I'm not suggesting every story have soldiers/ Marines, or MACO's. It does however, strike my bad side when they are referred to with distaste.
 
Hmm, I seemed to have touched a nerve.
I'm not suggesting every story have soldiers/ Marines, or MACO's. It does however, strike my bad side when they are referred to with distaste.

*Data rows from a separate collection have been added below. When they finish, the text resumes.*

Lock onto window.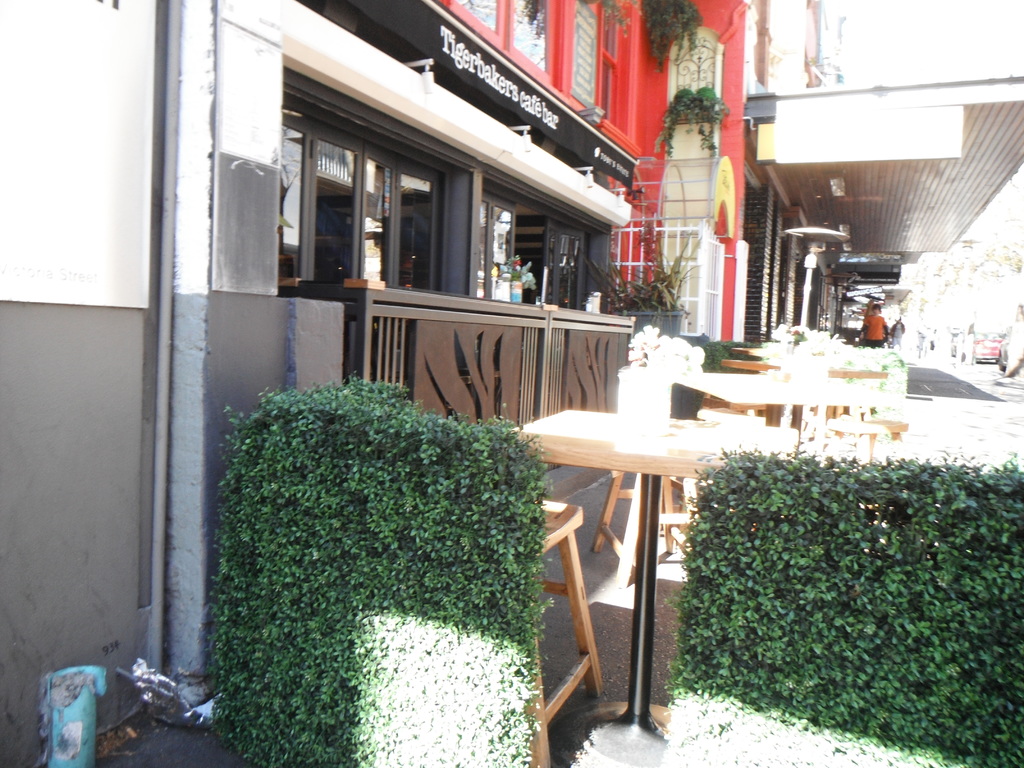
Locked: x1=275 y1=93 x2=448 y2=298.
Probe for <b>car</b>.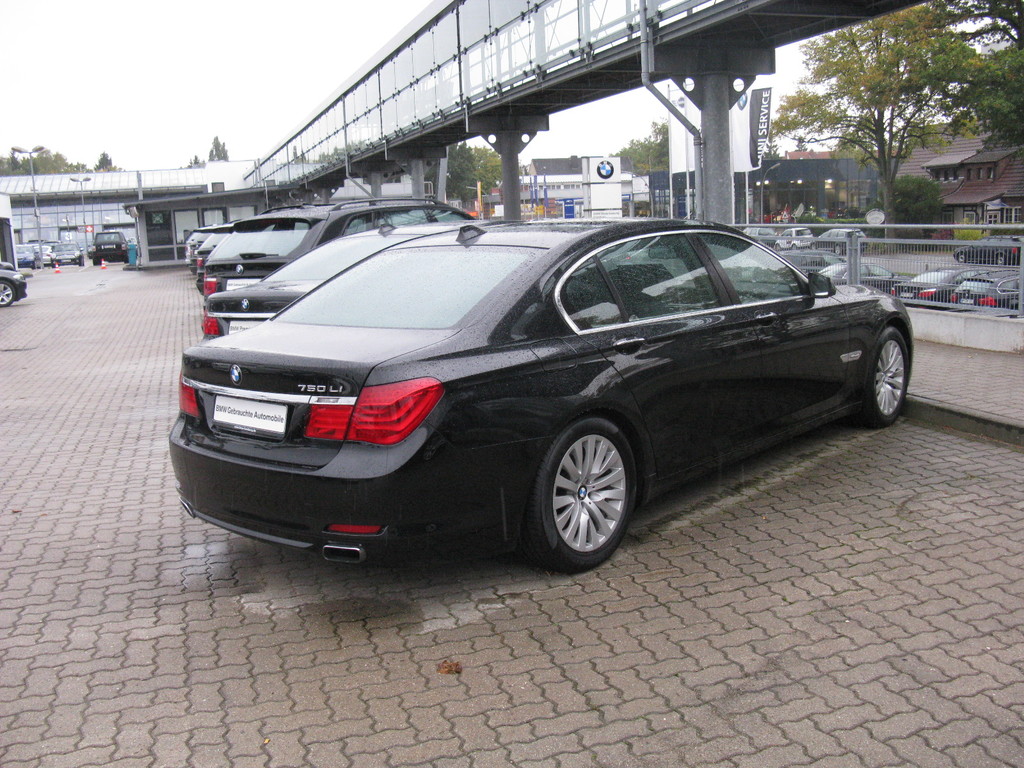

You missed M'Sharak's point completely.

M'Sharak missed my point.
Did I?

Go back, then, to the question with which I began my earlier post. Was there no way to read My Name Is Legion's post without perceiving it as "when [soldiers] are referred to with distaste"? I don't believe that he intended to convey any distaste for soldiers (even strictly fictional Star Trek ones) and I was a bit surprised to see his remark challenged in that manner.
 
'Marines' = combat roles. I'm tired of 'Battle Trek'. DS9 did the interstellar war thing so well that I feel it never needs to be revisited. I want to go back to Trek being about intrepid explorers that occasionally get into scuffles, not MACO/Section 31 tripe.
 
We don't have to see the 'marines' in every episode or film, I'll settle for the occasional mention of them. Just to know that they're there at all.
 
Hmm, I seemed to have touched a nerve.
I'm not suggesting every story have soldiers/ Marines, or MACO's. It does however, strike my bad side when they are referred to with distaste.
IIRC, My Name Is Legion real life job is/was at the Pentagon. I've a feeling he likes soldiers just fine.